Sexual temptation can be pretty strong sometimes, especially when the desire is new and in the full flood of youth.
This is a post about desire. Any desire. But we will do that literary thingo, synecdoche or metonymy or whatsit, where we focus on a part to stand in for the whole. So we will be looking at sexual desire and sexual temptation.
Let’s look at the teenage years or early adulthood, when the desire is strong but chastity still means celibacy. I am writing from a guy’s perspective but I think, mutatis mutandi, you could translate it into a girl’s perspective too.
Weak
Like with any strong desire, you can give into it. This we would call weakness. It leads to nothing good, the desire itself often getting bent and devitalized in time.
Strong
You could simply endure the desire until you reach an acceptable way of expressing it. This we would call strong.
Wise
You could do things that suppress the desire. For sexual desire, for instance, you could avoid being around persons of the opposite sex and eat poorly and act sedentarily so that your lustiness subsides. This might be called wise. If the world though sexuality something to be avoided as a teenager, they would call this wise.
Foolish
You could do things that suppress the desire temporarily but increase it over time. Or alternatively that make you stronger at controlling the desire but at the price of the desire getting stronger too. For sexual desire, we might call these things exercise and healthy eating and cold showers. Your capacity for self-control increases, but so does your vigor and therefore your desire and therefore your temptation. A good bit of vigorous exercise now might allay some temptation, but by making your fitter the desire and temptation will come back stronger later. Or instead of just dreaming about girls (or mutatis mutandi, boys) you could make efforts to flirt and chat and get rejected and that would also allay your desire. But over time as you got better at it and you realized that social success was very possible for you, the temptation would then be stronger.

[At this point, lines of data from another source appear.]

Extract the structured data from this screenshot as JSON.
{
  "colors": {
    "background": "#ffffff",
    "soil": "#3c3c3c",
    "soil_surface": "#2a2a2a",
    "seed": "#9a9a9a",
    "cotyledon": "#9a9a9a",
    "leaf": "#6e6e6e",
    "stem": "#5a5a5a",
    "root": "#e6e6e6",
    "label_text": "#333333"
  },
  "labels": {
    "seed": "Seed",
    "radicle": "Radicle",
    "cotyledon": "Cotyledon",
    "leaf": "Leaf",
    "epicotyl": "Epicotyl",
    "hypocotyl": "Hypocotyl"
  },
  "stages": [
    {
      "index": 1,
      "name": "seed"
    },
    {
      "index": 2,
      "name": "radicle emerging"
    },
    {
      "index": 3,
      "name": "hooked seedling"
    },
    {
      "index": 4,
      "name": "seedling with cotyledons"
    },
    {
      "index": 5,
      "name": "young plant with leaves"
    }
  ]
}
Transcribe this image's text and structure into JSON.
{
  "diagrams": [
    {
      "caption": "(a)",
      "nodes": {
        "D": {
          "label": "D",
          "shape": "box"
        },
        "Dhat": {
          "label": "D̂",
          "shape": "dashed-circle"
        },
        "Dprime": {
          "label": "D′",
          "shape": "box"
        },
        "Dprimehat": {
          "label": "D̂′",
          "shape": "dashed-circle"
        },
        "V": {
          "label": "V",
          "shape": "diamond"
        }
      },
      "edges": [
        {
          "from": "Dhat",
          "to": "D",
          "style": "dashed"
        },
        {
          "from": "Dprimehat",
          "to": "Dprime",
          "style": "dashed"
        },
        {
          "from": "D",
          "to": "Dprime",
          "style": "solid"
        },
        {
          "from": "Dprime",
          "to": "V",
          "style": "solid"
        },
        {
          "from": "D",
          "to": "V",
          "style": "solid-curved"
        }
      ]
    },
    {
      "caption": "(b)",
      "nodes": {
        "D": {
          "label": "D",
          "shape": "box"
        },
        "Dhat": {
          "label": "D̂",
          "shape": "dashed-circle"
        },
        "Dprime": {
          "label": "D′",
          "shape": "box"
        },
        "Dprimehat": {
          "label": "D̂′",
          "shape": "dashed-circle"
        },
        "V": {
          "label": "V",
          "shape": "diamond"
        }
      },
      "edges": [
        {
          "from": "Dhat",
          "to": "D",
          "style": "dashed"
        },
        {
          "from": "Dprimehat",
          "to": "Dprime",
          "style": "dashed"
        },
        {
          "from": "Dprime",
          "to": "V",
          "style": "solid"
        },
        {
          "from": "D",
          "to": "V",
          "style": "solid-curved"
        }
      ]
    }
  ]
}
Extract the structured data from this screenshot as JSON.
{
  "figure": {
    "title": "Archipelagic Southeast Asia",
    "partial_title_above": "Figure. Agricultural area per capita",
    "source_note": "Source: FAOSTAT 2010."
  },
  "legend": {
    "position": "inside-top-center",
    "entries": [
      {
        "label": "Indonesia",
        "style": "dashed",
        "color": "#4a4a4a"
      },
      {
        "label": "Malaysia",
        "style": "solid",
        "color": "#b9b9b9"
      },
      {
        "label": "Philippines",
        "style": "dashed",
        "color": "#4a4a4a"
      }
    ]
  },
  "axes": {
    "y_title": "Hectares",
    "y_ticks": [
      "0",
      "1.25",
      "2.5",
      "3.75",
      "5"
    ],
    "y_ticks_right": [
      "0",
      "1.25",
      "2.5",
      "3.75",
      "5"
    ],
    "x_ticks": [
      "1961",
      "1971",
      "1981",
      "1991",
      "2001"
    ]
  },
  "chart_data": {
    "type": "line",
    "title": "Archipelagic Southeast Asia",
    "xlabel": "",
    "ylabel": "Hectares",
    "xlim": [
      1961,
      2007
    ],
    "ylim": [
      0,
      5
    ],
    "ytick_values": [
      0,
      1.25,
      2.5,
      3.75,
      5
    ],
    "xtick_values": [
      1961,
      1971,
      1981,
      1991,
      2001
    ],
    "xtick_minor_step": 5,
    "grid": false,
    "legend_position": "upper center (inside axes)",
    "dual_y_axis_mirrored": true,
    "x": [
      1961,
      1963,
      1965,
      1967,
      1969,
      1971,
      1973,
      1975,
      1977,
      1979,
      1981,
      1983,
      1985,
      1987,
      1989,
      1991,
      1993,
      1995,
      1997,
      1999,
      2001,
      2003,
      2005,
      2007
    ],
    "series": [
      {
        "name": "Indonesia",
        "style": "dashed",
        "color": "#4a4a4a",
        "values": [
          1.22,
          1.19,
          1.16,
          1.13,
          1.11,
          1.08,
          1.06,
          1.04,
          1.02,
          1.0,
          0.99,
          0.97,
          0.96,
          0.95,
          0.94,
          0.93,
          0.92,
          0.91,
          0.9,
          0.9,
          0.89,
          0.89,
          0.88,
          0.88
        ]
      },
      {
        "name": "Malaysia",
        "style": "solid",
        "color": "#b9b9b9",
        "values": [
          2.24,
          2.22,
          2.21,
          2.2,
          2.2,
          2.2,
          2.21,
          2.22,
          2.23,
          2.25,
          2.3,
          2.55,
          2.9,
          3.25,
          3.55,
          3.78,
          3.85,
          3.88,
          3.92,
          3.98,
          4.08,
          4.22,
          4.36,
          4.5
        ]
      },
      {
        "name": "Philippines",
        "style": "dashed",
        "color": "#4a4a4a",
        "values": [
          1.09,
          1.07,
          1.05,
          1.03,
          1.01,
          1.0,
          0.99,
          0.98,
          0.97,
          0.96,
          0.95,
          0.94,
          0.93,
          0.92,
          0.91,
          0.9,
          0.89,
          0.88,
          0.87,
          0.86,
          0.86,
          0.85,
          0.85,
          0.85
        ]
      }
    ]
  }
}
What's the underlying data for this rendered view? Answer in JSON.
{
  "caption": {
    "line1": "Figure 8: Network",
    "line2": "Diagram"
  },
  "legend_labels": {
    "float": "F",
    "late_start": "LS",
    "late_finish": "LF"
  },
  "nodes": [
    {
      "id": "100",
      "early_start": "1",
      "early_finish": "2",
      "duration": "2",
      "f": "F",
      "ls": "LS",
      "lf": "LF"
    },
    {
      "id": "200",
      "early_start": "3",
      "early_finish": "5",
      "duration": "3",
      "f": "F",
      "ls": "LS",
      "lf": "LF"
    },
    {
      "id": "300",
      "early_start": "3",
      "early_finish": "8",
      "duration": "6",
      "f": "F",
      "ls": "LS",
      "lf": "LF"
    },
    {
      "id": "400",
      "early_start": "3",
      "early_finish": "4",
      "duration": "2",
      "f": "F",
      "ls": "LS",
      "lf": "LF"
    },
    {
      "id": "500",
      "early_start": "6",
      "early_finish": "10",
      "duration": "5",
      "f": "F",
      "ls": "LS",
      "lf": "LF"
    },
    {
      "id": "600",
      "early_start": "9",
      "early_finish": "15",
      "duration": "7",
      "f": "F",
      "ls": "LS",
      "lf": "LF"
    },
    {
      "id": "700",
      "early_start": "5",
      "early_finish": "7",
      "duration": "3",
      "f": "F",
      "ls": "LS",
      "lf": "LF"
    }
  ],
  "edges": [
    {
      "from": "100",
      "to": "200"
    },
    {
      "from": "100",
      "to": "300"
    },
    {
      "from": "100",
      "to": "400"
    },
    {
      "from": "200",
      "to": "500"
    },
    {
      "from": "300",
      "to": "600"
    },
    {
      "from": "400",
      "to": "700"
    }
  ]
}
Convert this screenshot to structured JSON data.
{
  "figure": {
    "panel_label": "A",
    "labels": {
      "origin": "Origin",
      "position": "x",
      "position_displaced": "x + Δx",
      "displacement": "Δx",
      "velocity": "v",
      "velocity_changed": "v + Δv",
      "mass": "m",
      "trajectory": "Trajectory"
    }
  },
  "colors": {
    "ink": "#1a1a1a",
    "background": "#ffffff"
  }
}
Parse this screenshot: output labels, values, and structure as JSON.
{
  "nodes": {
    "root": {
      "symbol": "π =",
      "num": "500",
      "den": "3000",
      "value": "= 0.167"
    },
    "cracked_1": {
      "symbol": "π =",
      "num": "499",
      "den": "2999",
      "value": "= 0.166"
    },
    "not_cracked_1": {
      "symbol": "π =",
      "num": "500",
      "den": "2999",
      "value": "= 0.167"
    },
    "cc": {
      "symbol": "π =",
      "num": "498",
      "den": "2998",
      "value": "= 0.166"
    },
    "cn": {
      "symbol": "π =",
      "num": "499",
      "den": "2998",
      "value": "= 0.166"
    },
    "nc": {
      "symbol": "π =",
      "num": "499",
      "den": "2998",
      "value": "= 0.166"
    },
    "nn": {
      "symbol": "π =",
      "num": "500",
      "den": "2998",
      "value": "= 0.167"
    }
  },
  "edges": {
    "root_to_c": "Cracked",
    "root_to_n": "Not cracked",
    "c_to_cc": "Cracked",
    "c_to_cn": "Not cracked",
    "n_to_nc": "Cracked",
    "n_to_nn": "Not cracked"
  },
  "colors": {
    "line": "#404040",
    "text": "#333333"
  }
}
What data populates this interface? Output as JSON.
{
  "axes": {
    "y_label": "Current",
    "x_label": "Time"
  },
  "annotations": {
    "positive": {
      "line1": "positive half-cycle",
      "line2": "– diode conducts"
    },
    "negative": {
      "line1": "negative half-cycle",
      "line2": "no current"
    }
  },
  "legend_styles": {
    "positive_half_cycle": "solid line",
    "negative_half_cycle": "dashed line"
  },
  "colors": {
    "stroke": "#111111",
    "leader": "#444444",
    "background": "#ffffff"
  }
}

You could even do something like work on developing a stronger testimony of family and sexuality. This would fortify you against expressing them in the wrong way. But it would also increase your desire to have them. The net result would be that your capacity to resist temptation becomes higher, but so does the desire and therefore also the temptation.
For now, let us call this foolish. If the world believed that sexual desire should be abstained from in the teenage years, foolish is what the world would call this.
The foolish young man looks like he’s running a rat race. He deals with desire by increasing it, and then he has to deal with that desire by increasing it even more, and so on. His desire could reach vast levels of strength, almost unbearable levels we cannot even imagine. What a fool!
But. The cycle does not go on for ever. He marries. And now he is healthy and vigorous and confident and disciplined and socially successful and has a strong spiritual witness of family and sex, and he is married. His foolishness is now great wisdom and strength.
Parable
There was a plain between the mountains and the sea where men grew crops. When it rained in the peaks, the waters would flood on the plain.
In one version, men did nothing. They let the waters run as they would. Their crops and soil eroded away.
In another version, men dug a channel. The water washed through without harming the crops, but also without helping them.
In another version, men built a great dam at the base of the mountain. The crops dried out. In time, with less evaporation from the fields, the rain fall in the mountains grew even less, and the crops dried out even more.
In another version, they built little catchments and ponds and swales and diversions all through their fields. Just enough to manage the sheets of water running off the hills. The crops flourished. But as they flourished, there was more evaporation, and more rainfall, and the men had to strengthen even further their little waterworks. Till in time and after great labor all was green and flourishing.
A better parable wanted, if you can think of one.
Virtue Set
This is something like a virtue set, though not exactly. Like but not like. To be strong or wise is better than to be weak, but foolishness is best of all.
Of course, the foolishness really is foolishness. Trying to have great desires greatly controlled is extremely risky and probably impossible for men. Only with God all things are possible.
Conclusion
Christianity is the anti-Buddhism. Desire is not to be suppressed but guided and increased until it reaches impossibly high at the asymptote and passes into transcendent realms.